The Image of the Artist in Archaic and Classical Greece

The Image of the Artist in Archaic and Classical Greece

Art, Poetry, and Subjectivity
Guy Hedreen, Williams College, Massachusetts
August 2018
Available
Paperback
9781107543393

    This book explores the persona of the artist in Archaic and Classical Greek art and literature. Guy Hedreen argues that artistic subjectivity, first expressed in Athenian vase-painting of the sixth century BCE and intensively explored by Euphronios, developed alongside a self-consciously constructed persona of the poet. He explains how poets like Archilochos and Hipponax identified with the wily Homeric character of Odysseus as a prototype of the successful narrator, and how the lame yet resourceful artist-god Hephaistos is emulated by Archaic vase-painters such as Kleitias. In lyric poetry and pictorial art, Hedreen traces a widespread conception of the artist or poet as socially marginal, and sometimes physically imperfect, but rhetorically clever, technically peerless, and a master of fiction. Bringing together in a sustained analysis the roots of subjectivity across media, this book offers a new way of studying the relationship between poetry and art in ancient Greece.
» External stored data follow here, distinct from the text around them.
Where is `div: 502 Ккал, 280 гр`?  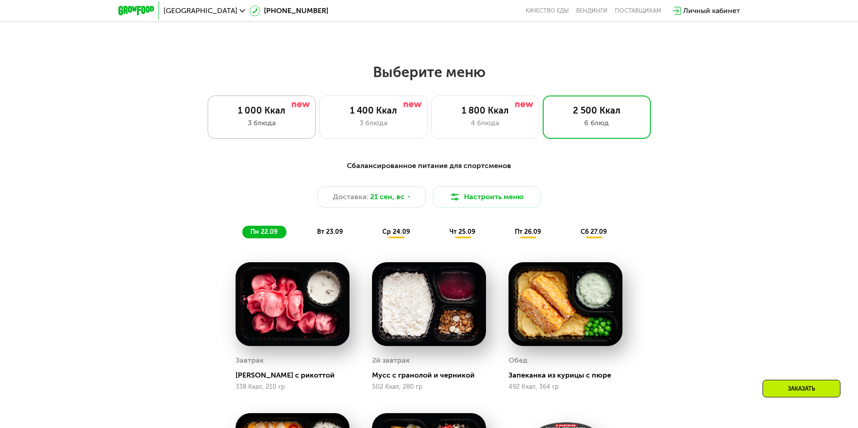 div: 502 Ккал, 280 гр is located at coordinates (429, 387).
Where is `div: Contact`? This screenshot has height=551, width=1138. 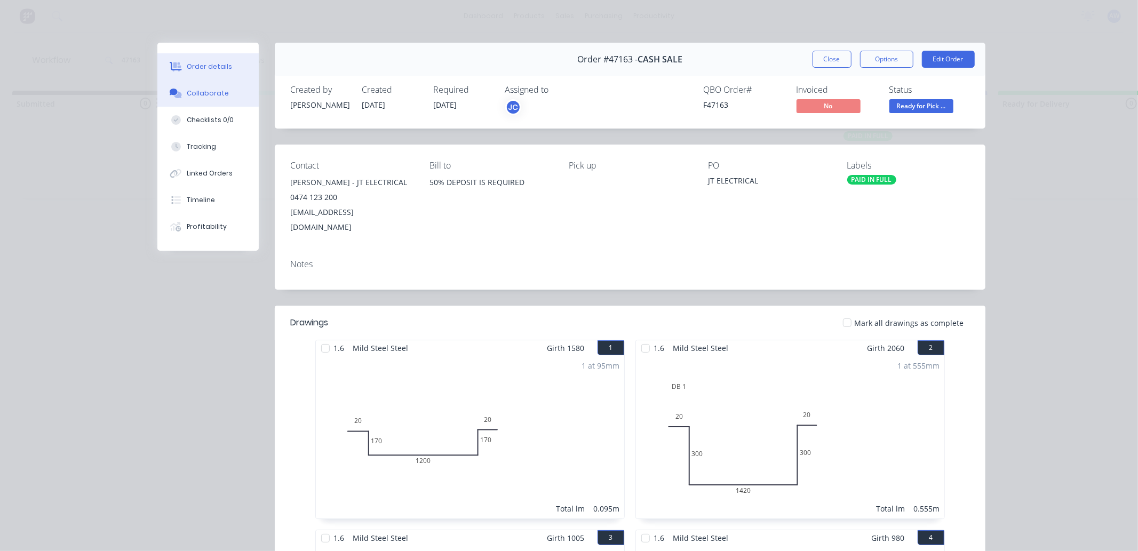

    • Proposes a new way of understanding pictorial style in Archaic and early Classical Greek art as well as new interpretations of the poetry of Archilochos and Hipponax
    • Offers an alternative way of studying the relationship between poetry and pictorial art in ancient Greece
    • Underscores the importance of the symposium as the locus of inter-media or inter-arts exchange in ancient Greece

    Product details

    August 2018
    Paperback
    9781107543393
    394 pages
    256 × 180 × 25 mm
    0.8kg
    65 b/w illus. 25 colour illus.
    Available

    Table of Contents

    • Introduction: 'I am Odysseus'
    • 1. Smikros and Euphronios: pictorial alter ego
    • 2. Archilochos, the fictional creator-protagonist, and Odysseus
    • 3. Hipponax and his make-believe artists
    • 4. Hephaistos in epic: analog of Odysseus and antithesis to Thersites
    • 5. Pictorial subjectivity and the Shield of Achilles on the François vase
    • 6. Frontality, self-reference, and social hierarchy: three Archaic vase-paintings
    • 7. Writing and invention in the vase-painting of Euphronios and his circle
    • Epilogue: persuasion, deception, and artistry on a red-figure cup.
      Author
    • Guy Hedreen , Williams College, Massachusetts

      Guy Hedreen is Professor of Art at Williams College, Massachusetts. He is author of Silens in Attic Black-Figure Vase-Painting: Myth and Performance (1992) and Capturing Troy: The Narrative Functions of Landscape in Archaic and Early Classical Greek Art (2001). He has also published essays on Dionysiac myth and ritual, choral poetry, drama, the Trojan War, primitive life, the worship of Achilles, and the nature of visual narration. His awards include the Rome Prize, a Guggenheim Fellowship, and the Arlt Award for his first book.